Trains Dreams — DMovies
Bold truth: a front-row look at how modern life quietly upends a quiet life, seen through the eyes of a solitary worker who lives on the edge of progress. And this is where it gets controversial: does a life anchored to the past still matter when a whole country is racing toward the future?
Clint Bentley’s second feature unfolds as a poignant study of a construction worker negotiating the unseen tremors of modernity from a refreshingly rural perspective. Now streaming on Netflix, the film invites viewers to step into the world of a man shaped by landscapes, labor, and loss.
The story follows a young, orphaned Robert Grainier (Joel Edgerton) who arrives by train in late-19th-century Washington State as the Great Northern Railway sweeps across the mountains and plains, signaling a nation in expansion. Grainier’s life starts with aimlessness, marked mainly by hard, sometimes brutal, outdoor labor with a gruff crew. That changes when he meets Gladys Olding (Felicity Jones). They fall in love, build a log home beside the Moyie River, welcome their daughter Kate, and settle into a rugged, imperfect happiness. Grainier continues to take logging and construction jobs across the country, often away for months at a time. A wildfire reduces his world to ash, leading him to fear that Gladys and Kate were consumed by the flames. With no remains to confirm their fate, he clings to the hope that they escaped and that he will reunite with them.
What follows is a life spent mostly within the rebuilt cabin, steeped in grief and a stubborn, almost reverent memory of his family. The decades slip by as the nation itself evolves: planes, trains, automobiles, global conflicts, and the rise of capitalism and global trade reshape the landscape. Yet Grainier remains largely outside these upheavals, his world marked only by the lumber he supplies and the bridges his crew builds. He dies at eighty, a solitary figure who never fully reenters the world that has moved on around him. In truth, his life has both traversed and quietly contributed to the modern age.
Critics note the director’s debt to Terrence Malick, and Train Dreams shares a contemplative, unhurried cadence reminiscent of Malick’s Days of Heaven. The frame often glows with grassy, wind-swept beauty, and a narrator (Will Patton) whispers Grainier’s life in lyrical, folksy prose. Yet the film also echoes Frank Darabont’s adaptation of Stephen King’s The Shawshank Redemption in tone and texture. Both works dwell in a similar era, though Shawshank begins in 1947 while Train Dreams follows Grainier through the early and mid-20th century. The parallel is strongest in the character arc of an out-of-time man who confronts a modern world he never fully learned to navigate.
When Brooks Hatlen steps back into a changed world in Shawshank, he discovers a new pace, a civilization that moved on without him. A parallel moment unfolds in Train Dreams when the elderly Grainier travels by train to Spokane in 1962. He encounters a television for the first time, watching John Glenn orbit Earth, and realizes he’s never seen a television, never spoken on a telephone, and barely recognizes the world’s tech-first vocabulary. A mirror reflects an aging man whose sense of time has collapsed around him. He’s built an internal barrier that keeps him apart from humanity and its miracles, not unlike the wall that confines Shawshank’s inmates—only Grainier has chosen exile from the world within his own mind.
In an era of nonstop connectivity, glossy screens, and information overload, Grainier’s isolation can feel enviable and mysterious. Yet the film treats that isolation with tenderness rather than judgment, offering a gentler, more intimate cinematic experience. Train Dreams isn’t just slow cinema; it’s a deliberate meditation on time, memory, and the cost of staying true to a life that refuses to be hurried.
Release and reception: Train Dreams arrived on Netflix on December 1, following a limited theatrical run. It’s adapted from Denis Johnson’s novella of the same name. While streaming makes it accessible, the film’s immersive visual poetry and quiet contemplation deserve to be experienced on the big screen if possible, where the beauty and stillness can fully settle with the viewer.
Would you watch a film that asks you to slow down and listen to a life that moved at its own pace? Do you think a person can remain emotionally intact while watching the world transform around them, or does modern progress inevitably erode personal connection? Share your thoughts in the comments.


### PROBLEM DETAILS
What appears from the line containing "Where is each" to the end of the listing below should be copied exactly, with no other lines.

'''

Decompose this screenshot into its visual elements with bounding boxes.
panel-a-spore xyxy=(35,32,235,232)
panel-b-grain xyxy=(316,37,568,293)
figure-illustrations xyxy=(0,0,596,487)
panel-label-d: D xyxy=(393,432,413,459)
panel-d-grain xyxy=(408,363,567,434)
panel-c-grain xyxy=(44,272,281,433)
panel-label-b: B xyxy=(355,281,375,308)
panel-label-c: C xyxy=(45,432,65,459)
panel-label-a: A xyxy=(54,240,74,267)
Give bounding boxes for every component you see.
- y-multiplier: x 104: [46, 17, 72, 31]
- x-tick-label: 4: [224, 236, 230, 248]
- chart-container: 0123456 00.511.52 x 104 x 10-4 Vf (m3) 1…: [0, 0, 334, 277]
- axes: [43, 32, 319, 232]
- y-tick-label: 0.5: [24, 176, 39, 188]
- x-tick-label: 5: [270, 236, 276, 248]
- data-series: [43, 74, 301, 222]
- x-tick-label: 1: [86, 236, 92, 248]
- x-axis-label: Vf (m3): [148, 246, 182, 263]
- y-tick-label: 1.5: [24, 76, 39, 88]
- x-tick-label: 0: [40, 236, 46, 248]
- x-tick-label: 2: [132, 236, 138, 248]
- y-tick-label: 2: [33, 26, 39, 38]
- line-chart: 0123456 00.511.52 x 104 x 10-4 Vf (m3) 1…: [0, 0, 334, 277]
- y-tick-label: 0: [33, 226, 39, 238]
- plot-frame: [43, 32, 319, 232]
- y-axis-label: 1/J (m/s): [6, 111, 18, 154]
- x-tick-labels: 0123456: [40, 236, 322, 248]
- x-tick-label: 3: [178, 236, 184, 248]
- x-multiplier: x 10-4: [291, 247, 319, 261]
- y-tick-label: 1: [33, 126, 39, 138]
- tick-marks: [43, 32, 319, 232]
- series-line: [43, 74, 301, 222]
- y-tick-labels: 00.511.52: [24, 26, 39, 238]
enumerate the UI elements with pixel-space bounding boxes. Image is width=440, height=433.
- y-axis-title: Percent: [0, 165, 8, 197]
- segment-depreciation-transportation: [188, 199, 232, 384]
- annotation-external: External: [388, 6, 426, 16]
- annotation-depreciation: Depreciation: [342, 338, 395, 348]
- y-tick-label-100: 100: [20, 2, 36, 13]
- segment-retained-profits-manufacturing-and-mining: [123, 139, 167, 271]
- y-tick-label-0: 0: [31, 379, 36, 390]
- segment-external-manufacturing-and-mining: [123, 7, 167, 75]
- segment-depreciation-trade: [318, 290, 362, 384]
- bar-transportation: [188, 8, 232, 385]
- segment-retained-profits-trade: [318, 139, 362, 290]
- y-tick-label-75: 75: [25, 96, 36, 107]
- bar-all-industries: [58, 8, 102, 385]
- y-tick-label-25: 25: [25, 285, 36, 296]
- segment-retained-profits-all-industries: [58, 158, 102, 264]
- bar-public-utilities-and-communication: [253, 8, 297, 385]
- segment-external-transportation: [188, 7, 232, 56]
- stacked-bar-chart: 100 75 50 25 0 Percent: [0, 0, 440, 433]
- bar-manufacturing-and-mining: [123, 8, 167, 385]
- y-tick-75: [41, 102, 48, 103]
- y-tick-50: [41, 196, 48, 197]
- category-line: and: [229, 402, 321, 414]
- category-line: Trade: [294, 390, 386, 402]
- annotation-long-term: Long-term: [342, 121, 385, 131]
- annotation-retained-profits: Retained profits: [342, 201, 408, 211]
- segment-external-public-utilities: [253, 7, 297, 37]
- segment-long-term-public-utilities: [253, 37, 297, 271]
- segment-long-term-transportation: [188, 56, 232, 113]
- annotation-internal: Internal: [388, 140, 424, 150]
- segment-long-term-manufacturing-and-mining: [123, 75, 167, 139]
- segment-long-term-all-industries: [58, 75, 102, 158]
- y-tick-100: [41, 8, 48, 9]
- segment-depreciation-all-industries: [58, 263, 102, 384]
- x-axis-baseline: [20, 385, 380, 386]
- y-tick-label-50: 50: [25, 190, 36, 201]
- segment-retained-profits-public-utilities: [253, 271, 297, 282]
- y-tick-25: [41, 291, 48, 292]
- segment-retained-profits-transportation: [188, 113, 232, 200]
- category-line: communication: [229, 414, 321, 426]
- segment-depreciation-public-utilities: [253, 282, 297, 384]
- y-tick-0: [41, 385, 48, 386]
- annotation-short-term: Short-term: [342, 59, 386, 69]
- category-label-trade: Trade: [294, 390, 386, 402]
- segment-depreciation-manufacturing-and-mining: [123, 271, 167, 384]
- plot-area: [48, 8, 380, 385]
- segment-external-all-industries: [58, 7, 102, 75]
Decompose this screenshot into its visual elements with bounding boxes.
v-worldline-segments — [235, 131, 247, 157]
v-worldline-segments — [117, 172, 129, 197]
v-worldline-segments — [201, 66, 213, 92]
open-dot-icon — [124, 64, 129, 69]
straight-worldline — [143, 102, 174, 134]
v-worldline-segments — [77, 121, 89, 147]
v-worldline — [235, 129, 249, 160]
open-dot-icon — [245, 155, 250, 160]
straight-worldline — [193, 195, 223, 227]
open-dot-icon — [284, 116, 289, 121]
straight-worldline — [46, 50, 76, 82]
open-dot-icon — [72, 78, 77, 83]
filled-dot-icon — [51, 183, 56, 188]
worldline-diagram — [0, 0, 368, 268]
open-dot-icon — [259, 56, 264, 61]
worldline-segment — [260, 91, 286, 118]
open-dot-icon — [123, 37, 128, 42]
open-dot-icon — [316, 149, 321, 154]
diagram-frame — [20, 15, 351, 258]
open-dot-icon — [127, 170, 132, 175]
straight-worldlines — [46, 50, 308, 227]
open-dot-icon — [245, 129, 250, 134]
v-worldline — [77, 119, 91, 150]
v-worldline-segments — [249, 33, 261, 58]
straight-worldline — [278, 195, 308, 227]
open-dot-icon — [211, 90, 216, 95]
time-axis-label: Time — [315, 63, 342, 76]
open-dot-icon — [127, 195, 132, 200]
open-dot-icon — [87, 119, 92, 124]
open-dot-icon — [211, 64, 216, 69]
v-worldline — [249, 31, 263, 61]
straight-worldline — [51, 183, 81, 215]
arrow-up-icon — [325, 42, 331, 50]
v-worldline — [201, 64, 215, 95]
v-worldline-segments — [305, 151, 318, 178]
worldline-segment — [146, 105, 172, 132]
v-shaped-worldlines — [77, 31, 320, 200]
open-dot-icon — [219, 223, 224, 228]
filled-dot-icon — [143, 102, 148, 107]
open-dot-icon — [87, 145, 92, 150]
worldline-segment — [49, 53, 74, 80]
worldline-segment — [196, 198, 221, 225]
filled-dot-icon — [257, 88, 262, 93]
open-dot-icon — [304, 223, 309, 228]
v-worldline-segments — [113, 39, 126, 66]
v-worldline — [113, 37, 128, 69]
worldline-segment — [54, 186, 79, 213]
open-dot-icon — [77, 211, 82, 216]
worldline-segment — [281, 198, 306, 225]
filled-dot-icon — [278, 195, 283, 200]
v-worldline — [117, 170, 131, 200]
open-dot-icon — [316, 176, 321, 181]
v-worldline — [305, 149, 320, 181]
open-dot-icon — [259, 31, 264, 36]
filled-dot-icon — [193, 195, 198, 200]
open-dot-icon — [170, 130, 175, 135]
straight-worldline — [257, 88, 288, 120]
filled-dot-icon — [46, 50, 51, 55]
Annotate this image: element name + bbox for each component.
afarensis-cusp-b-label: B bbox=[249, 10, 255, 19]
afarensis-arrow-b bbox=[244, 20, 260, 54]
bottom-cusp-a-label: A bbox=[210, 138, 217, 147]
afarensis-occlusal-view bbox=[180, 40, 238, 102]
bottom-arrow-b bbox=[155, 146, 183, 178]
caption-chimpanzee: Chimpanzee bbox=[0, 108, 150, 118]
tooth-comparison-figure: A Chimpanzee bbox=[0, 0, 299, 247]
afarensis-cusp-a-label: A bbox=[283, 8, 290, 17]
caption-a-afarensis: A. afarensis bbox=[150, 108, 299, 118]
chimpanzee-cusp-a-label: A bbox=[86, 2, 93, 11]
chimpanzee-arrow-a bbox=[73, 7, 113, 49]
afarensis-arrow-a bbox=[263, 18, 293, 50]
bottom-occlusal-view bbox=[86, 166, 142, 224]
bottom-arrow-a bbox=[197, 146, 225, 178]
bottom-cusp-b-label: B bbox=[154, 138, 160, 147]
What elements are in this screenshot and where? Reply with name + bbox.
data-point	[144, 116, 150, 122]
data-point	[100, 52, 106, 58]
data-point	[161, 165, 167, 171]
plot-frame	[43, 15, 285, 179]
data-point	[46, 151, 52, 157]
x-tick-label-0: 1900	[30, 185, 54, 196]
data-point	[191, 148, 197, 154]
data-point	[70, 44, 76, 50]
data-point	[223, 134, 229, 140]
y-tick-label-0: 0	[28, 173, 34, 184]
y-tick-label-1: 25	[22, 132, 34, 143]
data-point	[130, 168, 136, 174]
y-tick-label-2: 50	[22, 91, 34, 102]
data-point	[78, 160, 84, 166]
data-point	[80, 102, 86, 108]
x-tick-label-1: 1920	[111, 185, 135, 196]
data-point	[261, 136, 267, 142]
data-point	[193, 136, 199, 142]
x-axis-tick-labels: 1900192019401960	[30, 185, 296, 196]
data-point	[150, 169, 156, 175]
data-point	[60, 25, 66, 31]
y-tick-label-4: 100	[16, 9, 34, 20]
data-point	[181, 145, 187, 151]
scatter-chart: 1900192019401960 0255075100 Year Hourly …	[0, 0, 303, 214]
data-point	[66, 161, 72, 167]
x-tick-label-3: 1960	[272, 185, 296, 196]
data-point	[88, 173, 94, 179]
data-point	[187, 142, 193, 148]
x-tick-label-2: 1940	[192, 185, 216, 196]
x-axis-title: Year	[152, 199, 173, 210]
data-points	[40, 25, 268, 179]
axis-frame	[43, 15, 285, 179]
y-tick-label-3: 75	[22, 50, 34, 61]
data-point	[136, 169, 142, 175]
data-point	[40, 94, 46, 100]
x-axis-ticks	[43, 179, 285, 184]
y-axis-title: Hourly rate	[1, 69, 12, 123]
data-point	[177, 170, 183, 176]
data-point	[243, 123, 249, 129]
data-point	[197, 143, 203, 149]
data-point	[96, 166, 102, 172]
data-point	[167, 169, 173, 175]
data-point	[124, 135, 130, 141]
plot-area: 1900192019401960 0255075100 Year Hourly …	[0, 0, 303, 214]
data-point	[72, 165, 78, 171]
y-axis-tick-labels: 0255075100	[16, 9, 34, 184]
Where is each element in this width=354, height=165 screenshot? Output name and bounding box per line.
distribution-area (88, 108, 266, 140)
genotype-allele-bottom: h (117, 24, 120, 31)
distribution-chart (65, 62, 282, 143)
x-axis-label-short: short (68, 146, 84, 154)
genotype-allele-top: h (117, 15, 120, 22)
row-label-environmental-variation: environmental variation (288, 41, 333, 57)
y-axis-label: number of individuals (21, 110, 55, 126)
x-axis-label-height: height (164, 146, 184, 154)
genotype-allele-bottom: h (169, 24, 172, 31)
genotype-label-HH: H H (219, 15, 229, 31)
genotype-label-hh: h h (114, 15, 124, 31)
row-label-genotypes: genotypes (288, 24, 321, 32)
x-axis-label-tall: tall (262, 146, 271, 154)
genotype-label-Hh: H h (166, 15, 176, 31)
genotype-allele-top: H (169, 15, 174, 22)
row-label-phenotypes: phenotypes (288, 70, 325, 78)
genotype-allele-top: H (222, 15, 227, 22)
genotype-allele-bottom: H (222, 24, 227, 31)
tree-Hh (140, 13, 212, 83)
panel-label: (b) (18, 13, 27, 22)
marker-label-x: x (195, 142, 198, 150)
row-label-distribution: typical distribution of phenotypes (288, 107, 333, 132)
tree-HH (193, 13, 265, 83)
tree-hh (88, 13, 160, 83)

'''

### ANSWER SECTION
Where is each element in this width=354, height=165 screenshot? Output name and bounding box per line.
distribution-area (88, 108, 266, 140)
genotype-allele-bottom: h (117, 24, 120, 31)
distribution-chart (65, 62, 282, 143)
x-axis-label-short: short (68, 146, 84, 154)
genotype-allele-top: h (117, 15, 120, 22)
row-label-environmental-variation: environmental variation (288, 41, 333, 57)
y-axis-label: number of individuals (21, 110, 55, 126)
x-axis-label-height: height (164, 146, 184, 154)
genotype-allele-bottom: h (169, 24, 172, 31)
genotype-label-HH: H H (219, 15, 229, 31)
genotype-label-hh: h h (114, 15, 124, 31)
row-label-genotypes: genotypes (288, 24, 321, 32)
x-axis-label-tall: tall (262, 146, 271, 154)
genotype-label-Hh: H h (166, 15, 176, 31)
genotype-allele-top: H (169, 15, 174, 22)
row-label-phenotypes: phenotypes (288, 70, 325, 78)
genotype-allele-top: H (222, 15, 227, 22)
genotype-allele-bottom: H (222, 24, 227, 31)
tree-Hh (140, 13, 212, 83)
panel-label: (b) (18, 13, 27, 22)
marker-label-x: x (195, 142, 198, 150)
row-label-distribution: typical distribution of phenotypes (288, 107, 333, 132)
tree-HH (193, 13, 265, 83)
tree-hh (88, 13, 160, 83)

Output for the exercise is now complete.